On the stand Thursday, Det. James Nielsen said that despite his repeated efforts — tracking down video to see where she ran, searching Walker’s social media and cell phone — he never learned her name or located her before the trial.

Tavitas said there were too many holes in the evidence.

Besides the woman, the owner of a truck, who can be seen in the background, never responded to police to give an interview.

Nielsen said he tried several times last year and again on Tuesday — when the process was already underway, Tavitas noted. The detective stated that he could not force people to cooperate.

Evidence showed the fatal shots came from the Stoeger gun, which contained Sanders’ DNA, the attorney said.

The second gun – a Glock pistol – was discovered two days later by a witness who lived in the Waverly Drive apartment. The gun was at the bottom of a laundry basket he took to a relative’s house to wash clothes.

It contained a mix of the DNA of Sanders, King and Walker, an expert testified Thursday. One shell casing was not linked to the Stoeger pistol, but could not be definitively linked to the Glock either, Tavitas said.

There was “no evidence” that King fired it, the attorney said.

The police did their best to build a criminal case under difficult circumstances, Koonce said.

The woman who lived at the Waverly address stopped cooperating with prosecutors. Her testimony from a bond hearing last year was read aloud Thursday. Her relative, who gave the men a ride and sent them to the Waverly apartment, did not show up to testify at the trial.

Mathews said emotionally on Tuesday after her testimony that her son was a “good father” and “strong, happy person.” He didn’t have any ‘problems’ with anyone.

Police were called at 8:17 a.m. on Jan. 25, 2023, to the 500 block of Chase Street in Gary, where Walker lay lifeless on his back near the stoop of the home, according to court records.

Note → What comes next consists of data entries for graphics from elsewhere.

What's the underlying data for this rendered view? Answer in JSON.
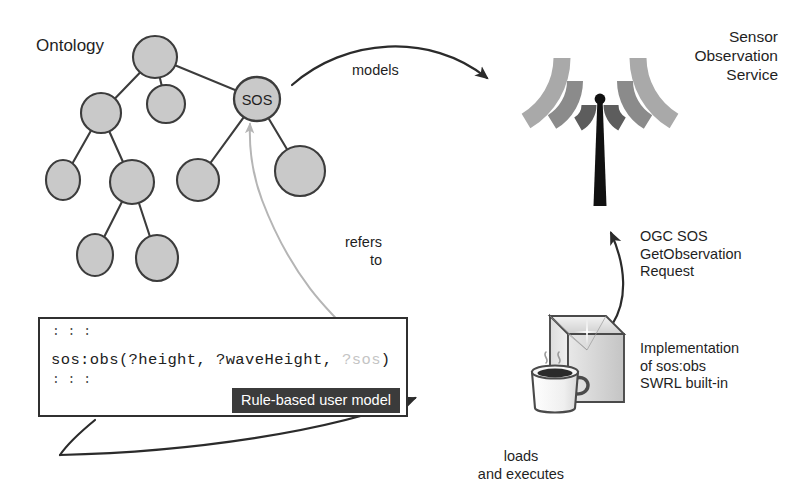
{
  "figure": {
    "kind": "architecture-diagram",
    "background": "#ffffff"
  },
  "ontology": {
    "label": "Ontology",
    "node_fill": "#c9c9c9",
    "node_stroke": "#3c3c3c",
    "highlighted_node_label": "SOS",
    "nodes": [
      {
        "id": "n0",
        "label": "",
        "cx": 155,
        "cy": 57,
        "rx": 22,
        "ry": 21
      },
      {
        "id": "n1",
        "label": "",
        "cx": 101,
        "cy": 113,
        "rx": 20,
        "ry": 20
      },
      {
        "id": "n2",
        "label": "",
        "cx": 166,
        "cy": 104,
        "rx": 19,
        "ry": 19
      },
      {
        "id": "n3",
        "label": "SOS",
        "cx": 257,
        "cy": 99,
        "rx": 23,
        "ry": 22
      },
      {
        "id": "n4",
        "label": "",
        "cx": 63,
        "cy": 180,
        "rx": 17,
        "ry": 20
      },
      {
        "id": "n5",
        "label": "",
        "cx": 132,
        "cy": 182,
        "rx": 22,
        "ry": 22
      },
      {
        "id": "n6",
        "label": "",
        "cx": 198,
        "cy": 180,
        "rx": 21,
        "ry": 21
      },
      {
        "id": "n7",
        "label": "",
        "cx": 300,
        "cy": 171,
        "rx": 25,
        "ry": 25
      },
      {
        "id": "n8",
        "label": "",
        "cx": 95,
        "cy": 255,
        "rx": 18,
        "ry": 21
      },
      {
        "id": "n9",
        "label": "",
        "cx": 157,
        "cy": 258,
        "rx": 21,
        "ry": 23
      }
    ],
    "edges": [
      [
        "n0",
        "n1"
      ],
      [
        "n0",
        "n2"
      ],
      [
        "n0",
        "n3"
      ],
      [
        "n1",
        "n4"
      ],
      [
        "n1",
        "n5"
      ],
      [
        "n5",
        "n8"
      ],
      [
        "n5",
        "n9"
      ],
      [
        "n3",
        "n6"
      ],
      [
        "n3",
        "n7"
      ]
    ]
  },
  "rule_box": {
    "dots_top": ":\n:\n:",
    "dots_bottom": ":\n:\n:",
    "code_prefix": "sos:obs(?height, ?waveHeight, ",
    "code_dim": "?sos",
    "code_suffix": ")",
    "caption": "Rule-based user model",
    "caption_bg": "#3b3b3b",
    "caption_fg": "#ffffff",
    "border_color": "#303030"
  },
  "sensor_service": {
    "title": "Sensor\nObservation\nService",
    "arc_colors": [
      "#a9a9a9",
      "#8b8b8b",
      "#5d5d5d"
    ],
    "mast_color": "#111111"
  },
  "java_node": {
    "box_stroke": "#4a4a4a",
    "box_fill": "#e3e3e3",
    "cup_fill": "#f2f2f2",
    "coffee_fill": "#2a2a2a",
    "caption": "Implementation\nof sos:obs\nSWRL built-in"
  },
  "arrows": {
    "models": {
      "label": "models",
      "color": "#2b2b2b",
      "from": "ontology SOS node",
      "to": "Sensor Observation Service"
    },
    "refers_to": {
      "label": "refers\nto",
      "color": "#b5b5b5",
      "from": "?sos variable in rule",
      "to": "SOS ontology node"
    },
    "request": {
      "label": "OGC SOS\nGetObservation\nRequest",
      "color": "#2b2b2b",
      "from": "Java implementation",
      "to": "Sensor Observation Service"
    },
    "loads": {
      "label": "loads\nand executes",
      "color": "#2b2b2b",
      "from": "Rule-based user model",
      "to": "Java implementation"
    }
  }
}
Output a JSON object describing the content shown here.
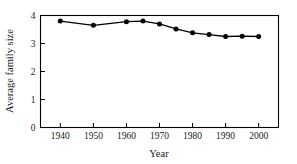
{
  "chart_data": {
    "type": "line",
    "title": "",
    "xlabel": "Year",
    "ylabel": "Average family size",
    "xlim": [
      1934,
      2006
    ],
    "ylim": [
      0,
      4
    ],
    "grid": false,
    "legend": null,
    "xticks": [
      1940,
      1950,
      1960,
      1970,
      1980,
      1990,
      2000
    ],
    "xtick_labels": [
      "1940",
      "1950",
      "1960",
      "1970",
      "1980",
      "1990",
      "2000"
    ],
    "yticks": [
      0,
      1,
      2,
      3,
      4
    ],
    "ytick_labels": [
      "0",
      "1",
      "2",
      "3",
      "4"
    ],
    "marker": "filled-circle",
    "line_color": "#000000",
    "marker_color": "#000000",
    "x": [
      1940,
      1950,
      1960,
      1965,
      1970,
      1975,
      1980,
      1985,
      1990,
      1995,
      2000
    ],
    "values": [
      3.8,
      3.65,
      3.78,
      3.8,
      3.7,
      3.52,
      3.38,
      3.32,
      3.25,
      3.26,
      3.25
    ],
    "series": [
      {
        "name": "Average family size",
        "x": [
          1940,
          1950,
          1960,
          1965,
          1970,
          1975,
          1980,
          1985,
          1990,
          1995,
          2000
        ],
        "values": [
          3.8,
          3.65,
          3.78,
          3.8,
          3.7,
          3.52,
          3.38,
          3.32,
          3.25,
          3.26,
          3.25
        ]
      }
    ]
  },
  "axes": {
    "x_title": "Year",
    "y_title": "Average family size"
  }
}
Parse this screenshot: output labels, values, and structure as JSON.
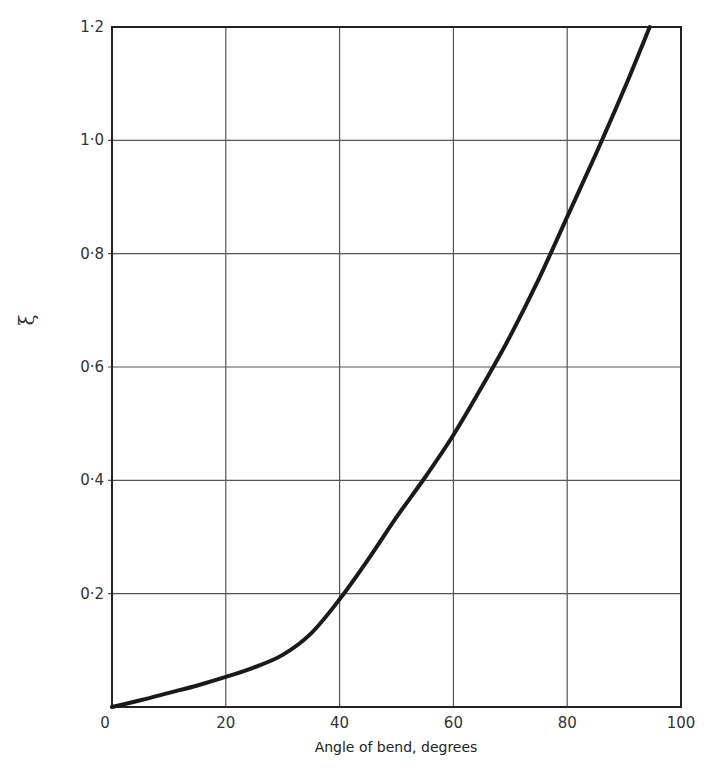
{
  "chart_data": {
    "type": "line",
    "title": "",
    "xlabel": "Angle of bend,  degrees",
    "ylabel": "ξ",
    "xlim": [
      0,
      100
    ],
    "ylim": [
      0,
      1.2
    ],
    "grid": true,
    "legend": null,
    "x_ticks": [
      0,
      20,
      40,
      60,
      80,
      100
    ],
    "x_tick_labels": [
      "0",
      "20",
      "40",
      "60",
      "80",
      "100"
    ],
    "y_ticks": [
      0.2,
      0.4,
      0.6,
      0.8,
      1.0,
      1.2
    ],
    "y_tick_labels": [
      "0·2",
      "0·4",
      "0·6",
      "0·8",
      "1·0",
      "1·2"
    ],
    "x_grid": [
      20,
      40,
      60,
      80
    ],
    "y_grid": [
      0.2,
      0.4,
      0.6,
      0.8,
      1.0
    ],
    "series": [
      {
        "name": "ξ",
        "x": [
          0,
          5,
          10,
          15,
          20,
          25,
          30,
          35,
          40,
          45,
          50,
          55,
          60,
          65,
          70,
          75,
          80,
          85,
          90,
          94.5
        ],
        "y": [
          0,
          0.012,
          0.025,
          0.038,
          0.053,
          0.07,
          0.092,
          0.13,
          0.19,
          0.26,
          0.335,
          0.405,
          0.48,
          0.565,
          0.655,
          0.755,
          0.865,
          0.975,
          1.09,
          1.2
        ]
      }
    ],
    "colors": {
      "line": "#1a1a1a",
      "grid": "#555555",
      "frame": "#222222"
    }
  }
}
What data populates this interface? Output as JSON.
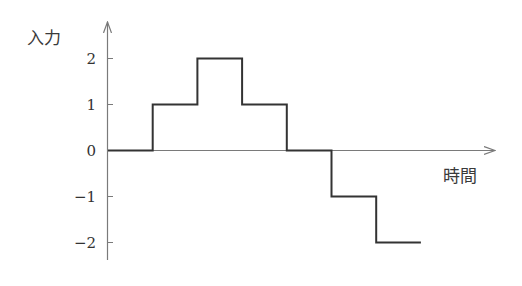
{
  "chart_data": {
    "type": "line",
    "subtype": "step",
    "title": "",
    "xlabel": "時間",
    "ylabel": "入力",
    "yticks": [
      2,
      1,
      0,
      -1,
      -2
    ],
    "ytick_labels": [
      "2",
      "1",
      "0",
      "−1",
      "−2"
    ],
    "ylim": [
      -2.4,
      2.8
    ],
    "grid": false,
    "legend": null,
    "series": [
      {
        "name": "入力",
        "x": [
          0,
          1,
          1,
          2,
          2,
          3,
          3,
          4,
          4,
          5,
          5,
          6,
          6,
          7
        ],
        "y": [
          0,
          0,
          1,
          1,
          2,
          2,
          1,
          1,
          0,
          0,
          -1,
          -1,
          -2,
          -2
        ],
        "steps": [
          {
            "t_start": 0,
            "t_end": 1,
            "value": 0
          },
          {
            "t_start": 1,
            "t_end": 2,
            "value": 1
          },
          {
            "t_start": 2,
            "t_end": 3,
            "value": 2
          },
          {
            "t_start": 3,
            "t_end": 4,
            "value": 1
          },
          {
            "t_start": 4,
            "t_end": 5,
            "value": 0
          },
          {
            "t_start": 5,
            "t_end": 6,
            "value": -1
          },
          {
            "t_start": 6,
            "t_end": 7,
            "value": -2
          }
        ]
      }
    ],
    "colors": {
      "axis": "#7a7a7a",
      "signal": "#333333"
    }
  },
  "labels": {
    "y_axis": "入力",
    "x_axis": "時間",
    "ticks": [
      "2",
      "1",
      "0",
      "−1",
      "−2"
    ]
  }
}
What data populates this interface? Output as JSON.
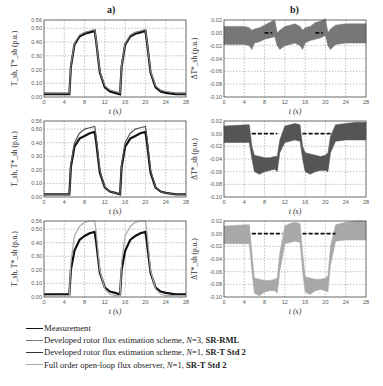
{
  "panels": {
    "a_title": "a)",
    "b_title": "b)"
  },
  "axes": {
    "x_label": "t (s)",
    "a_ylabel": "T_sh, T*_sh (p.u.)",
    "b_ylabel": "ΔT*_sh (p.u.)"
  },
  "legend": {
    "items": [
      {
        "label": "Measurement",
        "color": "#111111",
        "width": 1.6
      },
      {
        "label": "Developed rotor flux estimation scheme, N=3, SR-RML",
        "color": "#7a7a7a",
        "width": 1.0
      },
      {
        "label": "Developed rotor flux estimation scheme, N=1, SR-T Std 2",
        "color": "#333333",
        "width": 1.2
      },
      {
        "label": "Full order open-loop flux observer, N=1, SR-T Std 2",
        "color": "#aaaaaa",
        "width": 1.0
      }
    ],
    "items_rich": [
      {
        "prefix": "Measurement",
        "n": "",
        "suffix": ""
      },
      {
        "prefix": "Developed rotor flux estimation scheme, ",
        "n": "N",
        "eq": "=3, ",
        "bold": "SR-RML"
      },
      {
        "prefix": "Developed rotor flux estimation scheme, ",
        "n": "N",
        "eq": "=1, ",
        "bold": "SR-T Std 2"
      },
      {
        "prefix": "Full order open-loop flux observer, ",
        "n": "N",
        "eq": "=1, ",
        "bold": "SR-T Std 2"
      }
    ]
  },
  "chart_data": [
    {
      "id": "a1",
      "type": "line",
      "panel": "a",
      "row": 1,
      "title": "a)",
      "xlabel": "t (s)",
      "ylabel": "T_sh, T*_sh (p.u.)",
      "xlim": [
        0,
        28
      ],
      "ylim": [
        0,
        0.56
      ],
      "xticks": [
        0,
        4,
        8,
        12,
        16,
        20,
        24,
        28
      ],
      "yticks": [
        0.0,
        0.1,
        0.2,
        0.3,
        0.4,
        0.5,
        0.56
      ],
      "ytick_labels": [
        "0.00",
        "0.10",
        "0.20",
        "0.30",
        "0.40",
        "0.50",
        "0.56"
      ],
      "grid": true,
      "series": [
        {
          "name": "Measurement",
          "color": "#111111",
          "x": [
            0,
            5,
            5.3,
            6,
            7,
            8,
            9,
            10,
            10.3,
            11,
            12,
            13,
            14,
            15,
            15.3,
            16,
            17,
            18,
            19,
            20,
            20.3,
            21,
            22,
            23,
            24,
            26,
            28
          ],
          "y": [
            0.02,
            0.02,
            0.22,
            0.38,
            0.44,
            0.46,
            0.47,
            0.48,
            0.4,
            0.18,
            0.07,
            0.04,
            0.03,
            0.02,
            0.22,
            0.38,
            0.44,
            0.46,
            0.47,
            0.48,
            0.4,
            0.18,
            0.07,
            0.04,
            0.03,
            0.02,
            0.02
          ]
        },
        {
          "name": "Developed rotor flux estimation scheme, N=3, SR-RML",
          "color": "#7a7a7a",
          "x": [
            0,
            5,
            5.3,
            6,
            7,
            8,
            9,
            10,
            10.3,
            11,
            12,
            13,
            14,
            15,
            15.3,
            16,
            17,
            18,
            19,
            20,
            20.3,
            21,
            22,
            23,
            24,
            26,
            28
          ],
          "y": [
            0.03,
            0.03,
            0.23,
            0.39,
            0.45,
            0.47,
            0.48,
            0.49,
            0.41,
            0.19,
            0.08,
            0.05,
            0.04,
            0.03,
            0.23,
            0.39,
            0.45,
            0.47,
            0.48,
            0.49,
            0.41,
            0.19,
            0.08,
            0.05,
            0.04,
            0.03,
            0.03
          ]
        }
      ]
    },
    {
      "id": "b1",
      "type": "line",
      "panel": "b",
      "row": 1,
      "title": "b)",
      "xlabel": "t (s)",
      "ylabel": "ΔT*_sh (p.u.)",
      "xlim": [
        0,
        28
      ],
      "ylim": [
        -0.1,
        0.02
      ],
      "xticks": [
        0,
        4,
        8,
        12,
        16,
        20,
        24,
        28
      ],
      "yticks": [
        -0.1,
        -0.08,
        -0.06,
        -0.04,
        -0.02,
        0.0,
        0.02
      ],
      "ytick_labels": [
        "-0.10",
        "-0.08",
        "-0.06",
        "-0.04",
        "-0.02",
        "0.00",
        "0.02"
      ],
      "grid": true,
      "series": [
        {
          "name": "Error band",
          "color": "#777777",
          "band": true,
          "x": [
            0,
            4,
            5,
            5.5,
            6,
            7,
            8,
            9,
            10,
            10.5,
            11,
            12,
            13,
            14,
            15,
            15.5,
            16,
            17,
            18,
            19,
            20,
            20.5,
            21,
            22,
            24,
            26,
            28
          ],
          "upper": [
            0.01,
            0.01,
            0.008,
            0.004,
            0.006,
            0.008,
            0.012,
            0.016,
            0.02,
            0.0,
            0.004,
            0.01,
            0.012,
            0.014,
            0.01,
            0.004,
            0.008,
            0.01,
            0.016,
            0.018,
            0.022,
            0.0,
            0.006,
            0.012,
            0.014,
            0.014,
            0.014
          ],
          "lower": [
            -0.018,
            -0.018,
            -0.02,
            -0.026,
            -0.016,
            -0.014,
            -0.01,
            -0.008,
            -0.006,
            -0.02,
            -0.026,
            -0.02,
            -0.018,
            -0.016,
            -0.02,
            -0.026,
            -0.016,
            -0.012,
            -0.01,
            -0.008,
            -0.004,
            -0.02,
            -0.026,
            -0.018,
            -0.016,
            -0.016,
            -0.016
          ]
        },
        {
          "name": "Reference (dashed)",
          "color": "#111111",
          "dashed": true,
          "segments": [
            [
              8,
              9.5,
              0.0
            ],
            [
              18,
              19.5,
              0.0
            ]
          ]
        }
      ]
    },
    {
      "id": "a2",
      "type": "line",
      "panel": "a",
      "row": 2,
      "xlabel": "t (s)",
      "ylabel": "T_sh, T*_sh (p.u.)",
      "xlim": [
        0,
        28
      ],
      "ylim": [
        0,
        0.56
      ],
      "xticks": [
        0,
        4,
        8,
        12,
        16,
        20,
        24,
        28
      ],
      "yticks": [
        0.0,
        0.1,
        0.2,
        0.3,
        0.4,
        0.5,
        0.56
      ],
      "ytick_labels": [
        "0.00",
        "0.10",
        "0.20",
        "0.30",
        "0.40",
        "0.50",
        "0.56"
      ],
      "grid": true,
      "series": [
        {
          "name": "Measurement",
          "color": "#111111",
          "x": [
            0,
            5,
            5.3,
            6,
            7,
            8,
            9,
            10,
            10.3,
            11,
            12,
            13,
            14,
            15,
            15.3,
            16,
            17,
            18,
            19,
            20,
            20.3,
            21,
            22,
            23,
            24,
            26,
            28
          ],
          "y": [
            0.02,
            0.02,
            0.22,
            0.37,
            0.43,
            0.45,
            0.47,
            0.48,
            0.4,
            0.18,
            0.07,
            0.04,
            0.03,
            0.02,
            0.22,
            0.37,
            0.43,
            0.45,
            0.47,
            0.48,
            0.4,
            0.18,
            0.07,
            0.04,
            0.03,
            0.02,
            0.02
          ]
        },
        {
          "name": "Developed rotor flux estimation scheme, N=1, SR-T Std 2",
          "color": "#555555",
          "x": [
            0,
            5,
            5.3,
            6,
            7,
            8,
            9,
            10,
            10.3,
            11,
            12,
            13,
            14,
            15,
            15.3,
            16,
            17,
            18,
            19,
            20,
            20.3,
            21,
            22,
            23,
            24,
            26,
            28
          ],
          "y": [
            0.02,
            0.02,
            0.24,
            0.4,
            0.47,
            0.5,
            0.51,
            0.52,
            0.44,
            0.2,
            0.07,
            0.04,
            0.03,
            0.02,
            0.24,
            0.4,
            0.47,
            0.5,
            0.51,
            0.52,
            0.44,
            0.2,
            0.07,
            0.04,
            0.03,
            0.02,
            0.02
          ]
        }
      ]
    },
    {
      "id": "b2",
      "type": "line",
      "panel": "b",
      "row": 2,
      "xlabel": "t (s)",
      "ylabel": "ΔT*_sh (p.u.)",
      "xlim": [
        0,
        28
      ],
      "ylim": [
        -0.1,
        0.02
      ],
      "xticks": [
        0,
        4,
        8,
        12,
        16,
        20,
        24,
        28
      ],
      "yticks": [
        -0.1,
        -0.08,
        -0.06,
        -0.04,
        -0.02,
        0.0,
        0.02
      ],
      "ytick_labels": [
        "-0.10",
        "-0.08",
        "-0.06",
        "-0.04",
        "-0.02",
        "0.00",
        "0.02"
      ],
      "grid": true,
      "series": [
        {
          "name": "Error band",
          "color": "#555555",
          "band": true,
          "x": [
            0,
            4.5,
            5,
            5.5,
            6,
            7,
            8,
            9,
            10,
            10.5,
            11,
            12,
            13,
            14,
            15,
            15.5,
            16,
            17,
            18,
            19,
            20,
            20.5,
            21,
            22,
            24,
            26,
            28
          ],
          "upper": [
            0.012,
            0.014,
            0.014,
            -0.02,
            -0.034,
            -0.036,
            -0.038,
            -0.038,
            -0.036,
            -0.036,
            -0.01,
            0.012,
            0.014,
            0.016,
            0.014,
            -0.02,
            -0.03,
            -0.032,
            -0.034,
            -0.036,
            -0.034,
            -0.03,
            -0.004,
            0.014,
            0.016,
            0.018,
            0.018
          ],
          "lower": [
            -0.014,
            -0.014,
            -0.014,
            -0.04,
            -0.06,
            -0.064,
            -0.06,
            -0.058,
            -0.056,
            -0.06,
            -0.03,
            -0.014,
            -0.012,
            -0.01,
            -0.012,
            -0.04,
            -0.06,
            -0.064,
            -0.06,
            -0.058,
            -0.058,
            -0.06,
            -0.03,
            -0.012,
            -0.01,
            -0.01,
            -0.01
          ]
        },
        {
          "name": "Reference (dashed)",
          "color": "#111111",
          "dashed": true,
          "segments": [
            [
              5.5,
              10.5,
              0.0
            ],
            [
              15.5,
              21.0,
              0.0
            ]
          ]
        }
      ]
    },
    {
      "id": "a3",
      "type": "line",
      "panel": "a",
      "row": 3,
      "xlabel": "t (s)",
      "ylabel": "T_sh, T*_sh (p.u.)",
      "xlim": [
        0,
        28
      ],
      "ylim": [
        0,
        0.56
      ],
      "xticks": [
        0,
        4,
        8,
        12,
        16,
        20,
        24,
        28
      ],
      "yticks": [
        0.0,
        0.1,
        0.2,
        0.3,
        0.4,
        0.5,
        0.56
      ],
      "ytick_labels": [
        "0.00",
        "0.10",
        "0.20",
        "0.30",
        "0.40",
        "0.50",
        "0.56"
      ],
      "grid": true,
      "series": [
        {
          "name": "Measurement",
          "color": "#111111",
          "x": [
            0,
            5,
            5.3,
            6,
            7,
            8,
            9,
            10,
            10.3,
            11,
            12,
            13,
            14,
            15,
            15.3,
            16,
            17,
            18,
            19,
            20,
            20.3,
            21,
            22,
            23,
            24,
            26,
            28
          ],
          "y": [
            0.02,
            0.02,
            0.2,
            0.34,
            0.42,
            0.45,
            0.47,
            0.48,
            0.4,
            0.18,
            0.07,
            0.04,
            0.03,
            0.02,
            0.2,
            0.34,
            0.42,
            0.45,
            0.47,
            0.48,
            0.4,
            0.18,
            0.07,
            0.04,
            0.03,
            0.02,
            0.02
          ]
        },
        {
          "name": "Full order open-loop flux observer, N=1, SR-T Std 2",
          "color": "#aaaaaa",
          "x": [
            0,
            5,
            5.3,
            6,
            7,
            8,
            9,
            10,
            10.3,
            11,
            12,
            13,
            14,
            15,
            15.3,
            16,
            17,
            18,
            19,
            20,
            20.3,
            21,
            22,
            23,
            24,
            26,
            28
          ],
          "y": [
            0.01,
            0.01,
            0.26,
            0.45,
            0.52,
            0.55,
            0.56,
            0.56,
            0.48,
            0.2,
            0.06,
            0.02,
            0.01,
            0.01,
            0.26,
            0.45,
            0.52,
            0.55,
            0.56,
            0.56,
            0.48,
            0.2,
            0.06,
            0.02,
            0.01,
            0.01,
            0.01
          ]
        }
      ]
    },
    {
      "id": "b3",
      "type": "line",
      "panel": "b",
      "row": 3,
      "xlabel": "t (s)",
      "ylabel": "ΔT*_sh (p.u.)",
      "xlim": [
        0,
        28
      ],
      "ylim": [
        -0.1,
        0.02
      ],
      "xticks": [
        0,
        4,
        8,
        12,
        16,
        20,
        24,
        28
      ],
      "yticks": [
        -0.1,
        -0.08,
        -0.06,
        -0.04,
        -0.02,
        0.0,
        0.02
      ],
      "ytick_labels": [
        "-0.10",
        "-0.08",
        "-0.06",
        "-0.04",
        "-0.02",
        "0.00",
        "0.02"
      ],
      "grid": true,
      "series": [
        {
          "name": "Error band",
          "color": "#a8a8a8",
          "band": true,
          "x": [
            0,
            4.5,
            5,
            5.5,
            6,
            7,
            8,
            9,
            10,
            10.5,
            11,
            12,
            13,
            14,
            15,
            15.5,
            16,
            17,
            18,
            19,
            20,
            20.5,
            21,
            22,
            24,
            26,
            28
          ],
          "upper": [
            0.012,
            0.014,
            0.014,
            -0.03,
            -0.07,
            -0.072,
            -0.074,
            -0.074,
            -0.072,
            -0.07,
            -0.03,
            0.012,
            0.016,
            0.018,
            0.016,
            -0.03,
            -0.068,
            -0.07,
            -0.072,
            -0.072,
            -0.07,
            -0.066,
            -0.02,
            0.014,
            0.018,
            0.02,
            0.02
          ],
          "lower": [
            -0.016,
            -0.016,
            -0.016,
            -0.06,
            -0.094,
            -0.098,
            -0.092,
            -0.09,
            -0.09,
            -0.094,
            -0.06,
            -0.016,
            -0.014,
            -0.012,
            -0.014,
            -0.06,
            -0.092,
            -0.096,
            -0.09,
            -0.088,
            -0.09,
            -0.092,
            -0.05,
            -0.012,
            -0.01,
            -0.01,
            -0.01
          ]
        },
        {
          "name": "Reference (dashed)",
          "color": "#111111",
          "dashed": true,
          "segments": [
            [
              5.5,
              11.5,
              0.0
            ],
            [
              15.5,
              22.0,
              0.0
            ]
          ]
        }
      ]
    }
  ]
}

Police found several 9-millimeter bullet casings nearby.

A witness told police that Walker was walking back from a gas station around 6 a.m. when gunshots rang out, according to court records.

Police discovered a dog had been shot on the 500 block of Taney Street not long after Walker’s murder. It was the same type of bullet, the affidavit claims.

A K-9 dog tracked a scent from the crime scene to the same home on the 500 block of Taney and then stopped at a home on the 2500 block of Waverly Drive, five blocks from the murder scene, the complaint said.

Officers surrounded the house. It appeared a man tried to crawl out a back window with possibly a gun in his pocket before slamming it shut. Officers arrested King and Sanders, the affidavit said. Inside were a woman and several children.

A witness told police that King and Sanders knocked on the door asking to come in and he knew them “through us (relative).”

According to court documents, the men had been inside for 10 minutes before police arrived.